“We must pamper superstition, and pension energetic fanaticism—as on ‘Change we degrade commercial honor, and make ‘success’ the idol. We may fairly and reasonably calculate, that within a succeeding generation, even our theoretical schemes of republican subversion may be accomplished, and upon its ruins be erected that noble Oligarchy of caste and wealth for which we all conspire, as affording the only true protection to capital.
“Beside these general views, we may in a thousand other ways apply our combined capital to immediate advantage. We may buy up, through our agents, claims upon litigated estates, upon confiscated bonds, mortgages upon embarrassed property, land-claims, Government contracts, that have fallen into weak hands, and all those floating operations, constantly within hail, in which ready-money is eagerly grasped as the equivalent for enormous prospective gains.
“In addition, through our monopoly of the manufacturing interest, by a rigorous and impartial system of discipline, we shall soon be able to fill the masses of operators and producers with such distrust of each other, and fear of us, as to disintegrate their radical combinations, and bring them to our feet. Governing on ‘Change, we rule in politics; governing in politics, we are the despots in trade; ruling in trade, we subjugate production; production conquered, we domineer over labor. This is the common-sense view of our interests—of the interests of capital, which we represent. In the promotion of this object, we appoint and pension our secret agents, who are everywhere on the lookout for our interests. We arrange correspondence, in cipher, throughout the civilized world; we pension our editors and our reporters; we bribe our legislators, and, last of all, we establish and pay our secret police, local, and travelling, whose business it is, not alone to report to us the conduct of agents already employed, but to find and report to us others, who may be useful in such capacity.
“We punish treachery by death!”
Such is a partial schedule of the terms of one of these terrible confederacies, as furnished in a detached note by Yieger, which held its secret sessions in New York city. He seems to have obtained a sight of some of their records, but by what means, the most daring could only conjecture. He appears to have regarded this particular organisation as the most formidable of all, and to have traced many of its ramifications, in their covert results, with a singularly dogged tenacity.
Among the extraordinary papers contained in the Cabinet he has left, are to be found short notes, containing what are clearly reports and proceedings of this formidable conclave. Its mysterious signature, Regulus, seems to have been known throughout the world; and even he, though clearly a fierce and relentless foe, never writes it, but with the involuntary concession of respect, which large, clear letters, underscored, would seem to convey.
Having now presented such an outline of the character and designs of this secret conclave, as the means of information furnished him have enabled him to do, the Editor will proceed with the promised extracts from its proceedings, such as relate to those in regard to whom the reader may be supposed to have some curiosity.
First, we have here
“A NOTE CONCERNING ETHERIAL SOFTDOWN.
“This woman, whose patronymic was Softdown, first married a Quaker, named Orne; which name, after her separation, and until after her divorce, she continued to bear, with the alias of Marie. She began her public career, soon after her marriage, as a Quaker preacher; but the straitness of this sect not conforming at all to her latitudinarian principles, she recanted in disgust, and left the society. She now plunged at once into Physiology, and, after a miraculously short gestation, produced a few lectures, with which she went the rounds of two or three New England States, accompanied by her husband, whom she, sans ceremonie, dubbed M. D., without putting him to the trouble of reading, or ever having read, a book on any subject. He officiated as her doorkeeper, and received the ‘shillings;’ but, refusing to render any account of the proceeds, a furious feud grew up between them, and soon the war waxed hot and fierce.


= YOUR GOAL =
Print the entries verbatim, leaving out the images they contain.

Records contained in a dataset
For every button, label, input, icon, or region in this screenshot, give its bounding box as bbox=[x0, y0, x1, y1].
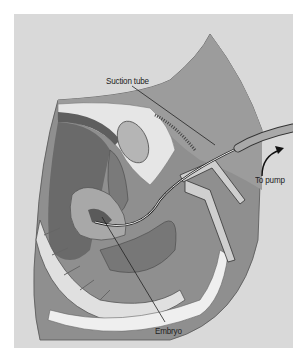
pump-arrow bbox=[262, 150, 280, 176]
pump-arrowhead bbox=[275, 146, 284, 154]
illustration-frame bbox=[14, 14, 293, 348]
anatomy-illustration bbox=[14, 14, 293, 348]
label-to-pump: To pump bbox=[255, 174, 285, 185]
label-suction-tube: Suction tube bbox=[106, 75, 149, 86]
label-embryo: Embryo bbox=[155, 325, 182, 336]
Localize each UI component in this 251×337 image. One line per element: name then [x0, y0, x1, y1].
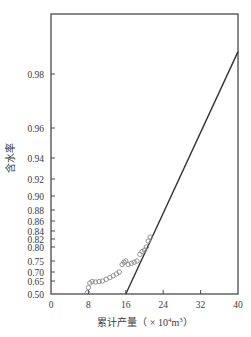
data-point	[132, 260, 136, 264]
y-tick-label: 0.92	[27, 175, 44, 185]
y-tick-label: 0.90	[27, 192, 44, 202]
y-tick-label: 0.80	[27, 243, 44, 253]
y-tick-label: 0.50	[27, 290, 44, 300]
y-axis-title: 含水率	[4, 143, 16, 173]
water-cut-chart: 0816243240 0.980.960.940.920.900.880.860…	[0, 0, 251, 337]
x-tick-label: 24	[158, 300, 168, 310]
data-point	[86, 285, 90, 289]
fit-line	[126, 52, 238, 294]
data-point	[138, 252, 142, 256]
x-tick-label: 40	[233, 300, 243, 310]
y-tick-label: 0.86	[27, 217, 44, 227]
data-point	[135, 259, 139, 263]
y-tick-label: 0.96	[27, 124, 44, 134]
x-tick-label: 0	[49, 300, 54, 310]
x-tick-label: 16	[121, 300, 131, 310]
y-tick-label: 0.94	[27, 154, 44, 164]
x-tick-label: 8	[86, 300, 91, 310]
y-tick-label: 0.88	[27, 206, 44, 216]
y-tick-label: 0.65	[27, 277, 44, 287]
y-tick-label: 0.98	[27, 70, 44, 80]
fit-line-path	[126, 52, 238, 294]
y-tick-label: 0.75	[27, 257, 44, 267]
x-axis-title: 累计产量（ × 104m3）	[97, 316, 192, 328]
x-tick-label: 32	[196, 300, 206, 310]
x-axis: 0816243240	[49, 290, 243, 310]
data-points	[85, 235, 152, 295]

= FINISHED EXERCISE =
For every button, label, input, icon, or region in this screenshot, give its bounding box as bbox=[x0, y0, x1, y1].
pump-arrow bbox=[262, 150, 280, 176]
pump-arrowhead bbox=[275, 146, 284, 154]
illustration-frame bbox=[14, 14, 293, 348]
anatomy-illustration bbox=[14, 14, 293, 348]
label-to-pump: To pump bbox=[255, 174, 285, 185]
label-suction-tube: Suction tube bbox=[106, 75, 149, 86]
label-embryo: Embryo bbox=[155, 325, 182, 336]
Localize each UI component in this 251×337 image. One line per element: name then [x0, y0, x1, y1].
data-point	[132, 260, 136, 264]
y-tick-label: 0.92	[27, 175, 44, 185]
y-tick-label: 0.90	[27, 192, 44, 202]
y-tick-label: 0.80	[27, 243, 44, 253]
y-tick-label: 0.50	[27, 290, 44, 300]
y-axis-title: 含水率	[4, 143, 16, 173]
water-cut-chart: 0816243240 0.980.960.940.920.900.880.860…	[0, 0, 251, 337]
x-tick-label: 24	[158, 300, 168, 310]
data-point	[86, 285, 90, 289]
fit-line	[126, 52, 238, 294]
data-point	[138, 252, 142, 256]
x-tick-label: 40	[233, 300, 243, 310]
y-tick-label: 0.86	[27, 217, 44, 227]
data-point	[135, 259, 139, 263]
y-tick-label: 0.96	[27, 124, 44, 134]
x-tick-label: 0	[49, 300, 54, 310]
x-tick-label: 16	[121, 300, 131, 310]
y-tick-label: 0.94	[27, 154, 44, 164]
x-tick-label: 8	[86, 300, 91, 310]
y-tick-label: 0.88	[27, 206, 44, 216]
y-tick-label: 0.65	[27, 277, 44, 287]
y-tick-label: 0.98	[27, 70, 44, 80]
fit-line-path	[126, 52, 238, 294]
y-tick-label: 0.75	[27, 257, 44, 267]
x-axis-title: 累计产量（ × 104m3）	[97, 316, 192, 328]
x-tick-label: 32	[196, 300, 206, 310]
x-axis: 0816243240	[49, 290, 243, 310]
data-points	[85, 235, 152, 295]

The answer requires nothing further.